"It's my middle name."
The grandfathers, Mrs. Ducat, and the girl did not join in the game. Jim played with discretion and luck. Mel lost for an hour and a quarter, then remembered his mare hitched in the woods at the fork of the roads four miles away, wished everyone good night and departed. Flora saw him to the door and stood in whispered conversation on the threshold for half a minute.
"Does he come here often?" asked Jim of Mark, in a low aside, as Uncle Sam dealt the cards with mighty heaves of the shoulders as if each bit of pasteboard weighed fifty pounds.
"Every chance he gets," replied Mark. "Whenever he kin give Amos the slip. Dang if I know if it's Flora or the cards fetches 'im! Reckon it's Flora. But she don't worry. They all look the same to her, I guess."
It was eight-thirty by the Ducats' kitchen clock when Melchior Hammond departed to return to his tethered mare four miles off and continue on his interrupted way toward Bird's Corner. It was ten by the same clock when Jim Todhunter left the Ducat kitchen, after cordial handshakes all around and a promise to return on the morrow or the day after, and set out briskly for Millbrook. He walked at his best pace, in a pleasant humor with himself and the world. He approved of Piper's Glen. Flora Ducat was a charming girl. He had enjoyed his evening and his fight with Mark Ducat. He liked Mark and all the Ducats. He reached the Hammond residence on the stroke of twelve, midnight, and found the front door unlocked. Amos Hammond was as mild of manner as a lamb next morning at breakfast. Jim made no pretense of working in the store that day or of inquiring into any branch of Hammond's business. Amos Hammond kept out of Jim's way as much as possible.
A week passed, during which period of time Jim made several trips up to Piper's Glen. On the eighth day after his first meeting with the Ducats, he visited them for the fourth time and remained in that hospitable kitchen until eleven o'clock at night. It was past one when he reached Millbrook. The front door was locked, the back door was locked, and he tossed gravel up against Hammond's window until lamplight shone forth. Up went the lower sash with a bang and rattle and the man of the house looked out and down.
"The doors are locked," said Jim.
"Spawn of the devil!" cried Amos. "Cumberer of the earth! Eater of the bread of idleness and corruption! I warn ye to go away from here! Ye've held me up to derision in the sight of my wife and children, but the Lord is on my side an' I charge ye never to darken my door again!"
"Very impressive, but it won't do," replied Jim. "I'm a part of your establishment. I must really insist upon darkening your door again."
At that, Mr. Hammond's language fell from the classical to the colloquial.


Copy each line below holding "Visits".
##### Exercise data #####
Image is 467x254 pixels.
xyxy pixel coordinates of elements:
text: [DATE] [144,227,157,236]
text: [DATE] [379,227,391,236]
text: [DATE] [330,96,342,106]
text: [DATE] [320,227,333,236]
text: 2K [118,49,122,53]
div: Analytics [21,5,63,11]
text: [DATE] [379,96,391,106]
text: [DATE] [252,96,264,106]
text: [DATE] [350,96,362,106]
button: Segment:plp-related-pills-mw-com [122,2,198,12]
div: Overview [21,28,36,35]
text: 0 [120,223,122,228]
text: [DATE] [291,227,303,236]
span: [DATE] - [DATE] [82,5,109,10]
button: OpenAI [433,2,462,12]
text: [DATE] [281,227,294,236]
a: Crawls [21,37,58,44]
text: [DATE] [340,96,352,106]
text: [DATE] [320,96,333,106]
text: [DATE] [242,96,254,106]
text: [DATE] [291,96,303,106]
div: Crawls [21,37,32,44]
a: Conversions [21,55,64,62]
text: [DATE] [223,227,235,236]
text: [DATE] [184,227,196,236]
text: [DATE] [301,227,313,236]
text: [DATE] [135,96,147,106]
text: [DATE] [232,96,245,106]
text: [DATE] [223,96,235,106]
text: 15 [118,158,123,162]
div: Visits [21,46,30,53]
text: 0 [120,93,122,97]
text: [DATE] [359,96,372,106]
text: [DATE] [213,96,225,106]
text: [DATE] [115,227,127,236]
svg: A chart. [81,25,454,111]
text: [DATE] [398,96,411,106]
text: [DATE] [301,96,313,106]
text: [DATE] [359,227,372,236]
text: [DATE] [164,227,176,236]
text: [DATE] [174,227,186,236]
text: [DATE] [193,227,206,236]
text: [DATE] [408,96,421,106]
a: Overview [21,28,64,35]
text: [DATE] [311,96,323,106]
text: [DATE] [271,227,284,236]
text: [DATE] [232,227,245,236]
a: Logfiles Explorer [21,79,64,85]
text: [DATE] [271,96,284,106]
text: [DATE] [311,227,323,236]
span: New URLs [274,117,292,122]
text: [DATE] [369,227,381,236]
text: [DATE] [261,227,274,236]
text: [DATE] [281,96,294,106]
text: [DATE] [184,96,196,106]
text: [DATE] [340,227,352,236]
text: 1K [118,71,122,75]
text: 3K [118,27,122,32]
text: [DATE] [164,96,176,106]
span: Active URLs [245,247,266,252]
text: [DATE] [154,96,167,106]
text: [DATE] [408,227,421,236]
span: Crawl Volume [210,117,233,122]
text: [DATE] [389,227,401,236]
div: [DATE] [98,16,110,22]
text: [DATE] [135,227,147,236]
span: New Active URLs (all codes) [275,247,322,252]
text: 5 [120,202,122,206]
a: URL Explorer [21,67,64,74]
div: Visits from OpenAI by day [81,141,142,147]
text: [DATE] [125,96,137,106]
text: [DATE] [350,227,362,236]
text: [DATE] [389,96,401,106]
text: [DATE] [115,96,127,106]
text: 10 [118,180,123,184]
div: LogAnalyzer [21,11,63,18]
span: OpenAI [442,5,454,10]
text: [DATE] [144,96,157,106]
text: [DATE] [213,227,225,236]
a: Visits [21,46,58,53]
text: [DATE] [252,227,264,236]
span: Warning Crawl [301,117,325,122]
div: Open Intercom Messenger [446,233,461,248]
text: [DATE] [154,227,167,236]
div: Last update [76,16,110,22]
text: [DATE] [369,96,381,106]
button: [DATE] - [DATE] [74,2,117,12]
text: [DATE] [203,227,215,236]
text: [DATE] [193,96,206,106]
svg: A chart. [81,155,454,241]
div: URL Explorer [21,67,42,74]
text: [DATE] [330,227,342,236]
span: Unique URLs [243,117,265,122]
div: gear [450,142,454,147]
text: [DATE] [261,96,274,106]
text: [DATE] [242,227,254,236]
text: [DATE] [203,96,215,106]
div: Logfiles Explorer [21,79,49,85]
#####
> [Result of the exercise]:
div: Visits [21,46,30,53]
div: Visits from OpenAI by day [81,141,142,147]
a: Visits [21,46,58,53]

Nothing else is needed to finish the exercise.